Marginal analysis applies everywhere decisions involve costs and benefits.
Key Takeaways
- What is the difference between marginal cost and marginal revenue is that MC is the cost of one more unit while MR is the revenue from one more unit.
- Marginal cost is the additional cost to produce one more unit.
- What is marginal cost is best understood as the cost change when production increases by one.
- Marginal revenue is the additional revenue from selling one more unit.
- What is marginal revenue is best understood as the revenue change when quantity sold increases by one.
- Marginal cost formula is the change in total cost divided by the change in quantity.
- Marginal revenue formula is the change in total revenue divided by the change in quantity.
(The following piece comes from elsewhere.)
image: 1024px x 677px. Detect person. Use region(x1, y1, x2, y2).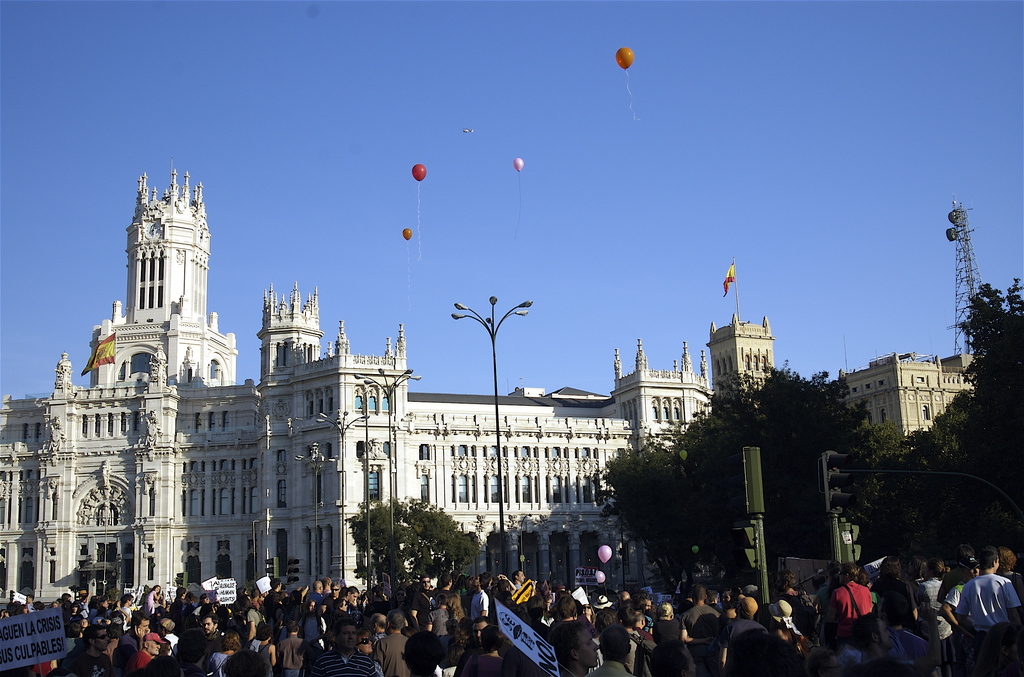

- The point of maximum profit is the point at which the marginal cost equals the marginal revenue.
- Profit maximization occurs where MC = MR.
- To calculate profit, producers subtract their total production cost from their total revenue.
- Marginal analysis compares marginal changes to determine optimal decisions.
- The marginal cost curve typically decreases then increases as production increases.
- The marginal revenue curve typically decreases as quantity sold increases.
- Marginal profit is positive when MR > MC and negative when MC > MR.
- How to find marginal revenue is to calculate the change in total revenue for one additional unit sold.
- Marginal cost meaning is the cost of producing one additional unit.
- Marginal revenue definition is the revenue from selling one additional unit.
- Marginal cost definition is the additional cost when production increases by one unit.
- Marginal benefit vs marginal cost comparison applies to consumer and producer decisions.
- Marginal cost economics definition is the cost of increasing production by one unit.
- Marginal revenue curve slopes downward as higher quantities require lower prices.
- Marginal cost example shows how costs change as you produce more.
- Define marginal cost as the cost of one additional unit of production.
- What is the best definition of marginal revenue is the revenue from one additional unit of sales.
- Marginal revenue definition economics is the change in total revenue from selling one more unit.
- Understanding these concepts helps businesses make optimal production and pricing decisions.
- If you’re studying economics or running a business, understanding the difference between marginal cost and marginal revenue is essential for decision-making.